After a decade of hype, General Motors is poised to start taking orders for the Volt, but does the Volt really exist? And obviously, the Volt does not yet exist in a mass-production sense, so the question is, can General Motors really deliver it in the near future, in quantity before the end of the year, as it has promised? Or, could it be nothing more than a publicity stunt to support the company’s stock offering, with the actual car to follow months later?
It sounds like a crazy question until you consider what’s at stake for the company. If Volts start to trickle out of the factory only in March and don’t ship in volume until July, perhaps with specs that have changed yet again, then it has lost some of its revenue opportunity, and thousands of customers might be disappointed or disillusioned. But if its stock offering fails, then there is no more General Motors. How much would you be willing to say about what you would be able to deliver if you knew the future of your job depended on what you said?
And there are several more reasons to wonder about the Volt. There is the secretive nature of the car’s release (in spite of the massive hype surrounding the name), with no one quite sure they have seen or reviewed the actual car. That’s the kind of uncertainty you expect for a car that will be shipping in four to eight months, not one that goes on the market in a few weeks. There are the many changes in specs, radically different this month from what the company was talking about last month, which was already a complete change in style from the concept cars seen at auto shows for longer than some of us have been alive. The scarcity of photos to accompany reviews also suggests that the final appearance is still being worked out, which in turn means that engineers could not have gone far in designing the assembly process. And then there is the extraordinary divergence of impression among the reviewers so far: the natural result of looking at a first-of-its-kind product, or are different reviewers looking at and driving very different cars?
There is no question that General Motors is committed to the idea of the Volt, but the revelation days ago that the Volt will not be an electric vehicle after all, but a plug-in hybrid, makes you wonder how fixed and stable the company’s objective is. If a detail as essential as the vehicle’s power source could change, then anything at all could change, and we are left taking a wait-and-see approach to the entire initiative.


[The task] Only lines with the word "Cancellation" belong in the answer; copy them from the records below.

[Data under study]
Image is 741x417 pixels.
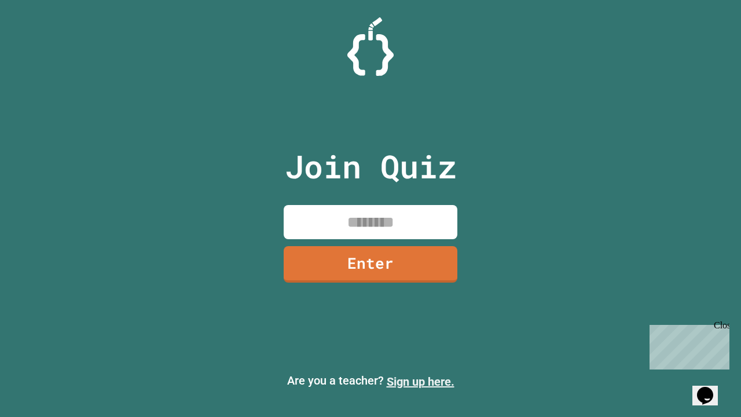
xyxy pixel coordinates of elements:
iframe: chat widget [692,371,729,405]
div: Chat with us now!Close [5,5,80,74]
a: Sign up here. [387,375,454,388]
iframe: chat widget [645,320,729,369]
a: Enter [284,246,457,283]
p: Join Quiz [285,142,457,190]
img: Logo.svg [347,17,394,76]
p: Are you a teacher? [9,372,732,390]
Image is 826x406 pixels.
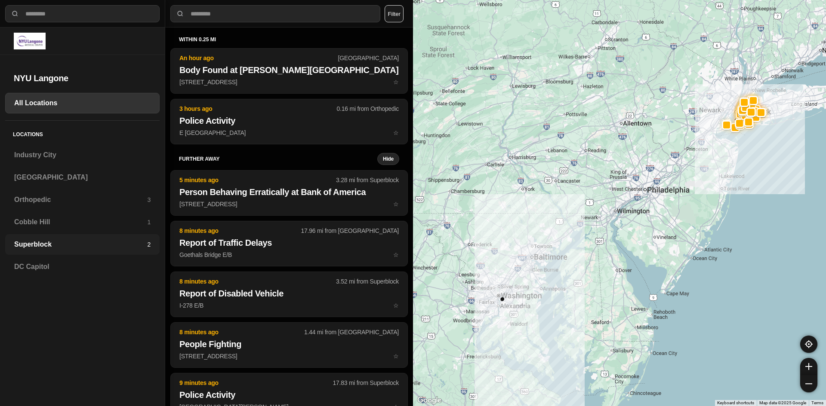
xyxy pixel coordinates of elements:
p: Goethals Bridge E/B [179,251,399,259]
h2: Body Found at [PERSON_NAME][GEOGRAPHIC_DATA] [179,64,399,76]
button: An hour ago[GEOGRAPHIC_DATA]Body Found at [PERSON_NAME][GEOGRAPHIC_DATA][STREET_ADDRESS]star [170,48,408,94]
button: 3 hours ago0.16 mi from OrthopedicPolice ActivityE [GEOGRAPHIC_DATA]star [170,99,408,145]
p: 3 hours ago [179,105,337,113]
span: star [393,129,399,136]
button: 8 minutes ago17.96 mi from [GEOGRAPHIC_DATA]Report of Traffic DelaysGoethals Bridge E/Bstar [170,221,408,267]
button: Keyboard shortcuts [717,400,754,406]
h2: Person Behaving Erratically at Bank of America [179,186,399,198]
h2: People Fighting [179,339,399,351]
button: recenter [800,336,817,353]
p: I-278 E/B [179,302,399,310]
img: zoom-in [805,363,812,370]
p: 17.83 mi from Superblock [332,379,399,388]
span: star [393,302,399,309]
small: Hide [383,156,394,163]
button: 5 minutes ago3.28 mi from SuperblockPerson Behaving Erratically at Bank of America[STREET_ADDRESS... [170,170,408,216]
span: star [393,353,399,360]
h3: Superblock [14,240,147,250]
a: 8 minutes ago17.96 mi from [GEOGRAPHIC_DATA]Report of Traffic DelaysGoethals Bridge E/Bstar [170,251,408,259]
button: zoom-out [800,375,817,393]
p: E [GEOGRAPHIC_DATA] [179,129,399,137]
a: DC Capitol [5,257,160,277]
p: 17.96 mi from [GEOGRAPHIC_DATA] [301,227,399,235]
p: 5 minutes ago [179,176,336,185]
img: Google [415,395,443,406]
p: 8 minutes ago [179,277,336,286]
p: [STREET_ADDRESS] [179,200,399,209]
a: 3 hours ago0.16 mi from OrthopedicPolice ActivityE [GEOGRAPHIC_DATA]star [170,129,408,136]
button: Hide [377,153,399,165]
button: Filter [385,5,403,22]
h5: Locations [5,121,160,145]
p: 9 minutes ago [179,379,332,388]
a: Terms [811,401,823,406]
img: recenter [805,341,812,348]
h3: Industry City [14,150,151,160]
a: Cobble Hill1 [5,212,160,233]
h2: Report of Disabled Vehicle [179,288,399,300]
h2: Police Activity [179,115,399,127]
img: zoom-out [805,381,812,388]
h3: [GEOGRAPHIC_DATA] [14,172,151,183]
img: search [11,9,19,18]
h3: Orthopedic [14,195,147,205]
button: 8 minutes ago3.52 mi from SuperblockReport of Disabled VehicleI-278 E/Bstar [170,272,408,317]
p: 0.16 mi from Orthopedic [337,105,399,113]
h2: Report of Traffic Delays [179,237,399,249]
span: Map data ©2025 Google [759,401,806,406]
p: [GEOGRAPHIC_DATA] [338,54,399,62]
a: Orthopedic3 [5,190,160,210]
h2: Police Activity [179,389,399,401]
span: star [393,201,399,208]
p: 8 minutes ago [179,328,304,337]
a: Open this area in Google Maps (opens a new window) [415,395,443,406]
p: 8 minutes ago [179,227,301,235]
p: [STREET_ADDRESS] [179,78,399,86]
p: 3.28 mi from Superblock [336,176,399,185]
h2: NYU Langone [14,72,151,84]
button: 8 minutes ago1.44 mi from [GEOGRAPHIC_DATA]People Fighting[STREET_ADDRESS]star [170,323,408,368]
h3: DC Capitol [14,262,151,272]
span: star [393,79,399,86]
h5: within 0.25 mi [179,36,399,43]
a: 8 minutes ago3.52 mi from SuperblockReport of Disabled VehicleI-278 E/Bstar [170,302,408,309]
a: Superblock2 [5,234,160,255]
a: [GEOGRAPHIC_DATA] [5,167,160,188]
a: Industry City [5,145,160,166]
button: zoom-in [800,358,817,375]
h3: All Locations [14,98,151,108]
h5: further away [179,156,377,163]
p: 1.44 mi from [GEOGRAPHIC_DATA] [304,328,399,337]
span: star [393,252,399,259]
p: 2 [147,240,151,249]
p: 3.52 mi from Superblock [336,277,399,286]
p: 3 [147,196,151,204]
a: All Locations [5,93,160,114]
p: 1 [147,218,151,227]
a: 8 minutes ago1.44 mi from [GEOGRAPHIC_DATA]People Fighting[STREET_ADDRESS]star [170,353,408,360]
p: An hour ago [179,54,338,62]
h3: Cobble Hill [14,217,147,228]
img: search [176,9,185,18]
a: An hour ago[GEOGRAPHIC_DATA]Body Found at [PERSON_NAME][GEOGRAPHIC_DATA][STREET_ADDRESS]star [170,78,408,86]
p: [STREET_ADDRESS] [179,352,399,361]
a: 5 minutes ago3.28 mi from SuperblockPerson Behaving Erratically at Bank of America[STREET_ADDRESS... [170,200,408,208]
img: logo [14,33,46,49]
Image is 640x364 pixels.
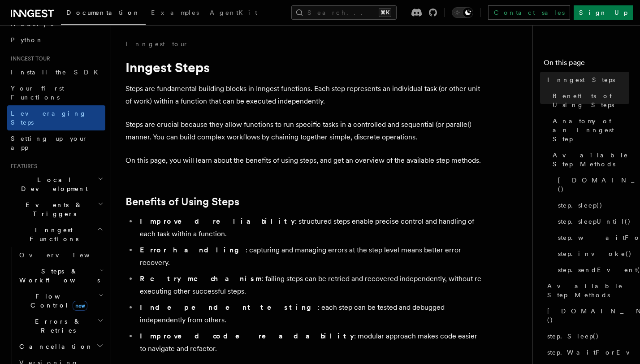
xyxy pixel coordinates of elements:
span: step.sleepUntil() [558,217,631,226]
a: Benefits of Using Steps [549,88,629,113]
p: Steps are fundamental building blocks in Inngest functions. Each step represents an individual ta... [125,82,484,107]
a: [DOMAIN_NAME]() [544,303,629,328]
strong: Error handling [140,245,246,254]
li: : failing steps can be retried and recovered independently, without re-executing other successful... [137,272,484,298]
button: Events & Triggers [7,197,105,222]
a: Sign Up [574,5,633,20]
a: Leveraging Steps [7,105,105,130]
a: AgentKit [205,3,263,24]
button: Cancellation [16,338,105,354]
strong: Improved code readability [140,332,354,340]
strong: Independent testing [140,303,318,311]
span: Events & Triggers [7,200,98,218]
li: : modular approach makes code easier to navigate and refactor. [137,330,484,355]
span: AgentKit [210,9,257,16]
a: step.sleepUntil() [555,213,629,229]
span: Overview [19,251,112,259]
span: step.sleep() [558,201,603,210]
a: Your first Functions [7,80,105,105]
a: Benefits of Using Steps [125,195,239,208]
strong: Improved reliability [140,217,295,225]
span: step.invoke() [558,249,632,258]
span: Leveraging Steps [11,110,86,126]
h4: On this page [544,58,629,72]
li: : structured steps enable precise control and handling of each task within a function. [137,215,484,240]
button: Toggle dark mode [452,7,474,18]
li: : each step can be tested and debugged independently from others. [137,301,484,326]
span: Documentation [66,9,140,16]
a: step.Sleep() [544,328,629,344]
span: new [73,301,87,310]
a: Inngest tour [125,40,188,48]
a: Documentation [61,3,145,25]
p: On this page, you will learn about the benefits of using steps, and get an overview of the availa... [125,154,484,167]
kbd: ⌘K [379,8,392,17]
span: Python [11,36,43,43]
a: [DOMAIN_NAME]() [555,172,629,197]
a: Anatomy of an Inngest Step [549,113,629,147]
span: Examples [151,9,199,16]
strong: Retry mechanism [140,274,262,283]
p: Steps are crucial because they allow functions to run specific tasks in a controlled and sequenti... [125,118,484,143]
span: Setting up your app [11,135,88,151]
a: step.sendEvent() [555,262,629,278]
span: step.Sleep() [547,332,599,341]
button: Local Development [7,172,105,197]
button: Errors & Retries [16,313,105,338]
a: Python [7,32,105,48]
a: Available Step Methods [549,147,629,172]
a: step.waitForEvent() [555,229,629,245]
span: Your first Functions [11,85,64,101]
a: step.sleep() [555,197,629,213]
button: Search...⌘K [291,5,397,20]
a: step.invoke() [555,245,629,262]
span: Install the SDK [11,69,103,76]
li: : capturing and managing errors at the step level means better error recovery. [137,244,484,269]
h1: Inngest Steps [125,59,484,75]
a: Setting up your app [7,130,105,156]
span: Features [7,162,37,170]
span: Anatomy of an Inngest Step [553,117,629,143]
span: Cancellation [16,342,93,351]
a: Examples [145,3,205,24]
a: step.WaitForEvent() [544,344,629,360]
button: Inngest Functions [7,222,105,247]
span: Flow Control [16,292,99,310]
a: Contact sales [488,5,570,20]
span: Available Step Methods [547,282,629,299]
a: Overview [16,247,105,263]
a: Install the SDK [7,64,105,80]
button: Flow Controlnew [16,288,105,313]
span: Inngest Functions [7,225,97,243]
span: Steps & Workflows [16,266,100,284]
span: Errors & Retries [16,317,97,335]
span: Benefits of Using Steps [553,91,629,109]
button: Steps & Workflows [16,263,105,288]
span: Inngest Steps [547,75,615,84]
span: Inngest tour [7,55,50,62]
a: Available Step Methods [544,278,629,303]
a: Inngest Steps [544,72,629,88]
span: Available Step Methods [553,151,629,168]
span: Local Development [7,175,98,193]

[Result for this exercise]
button: Cancellation [16,338,105,354]
span: Cancellation [16,342,93,351]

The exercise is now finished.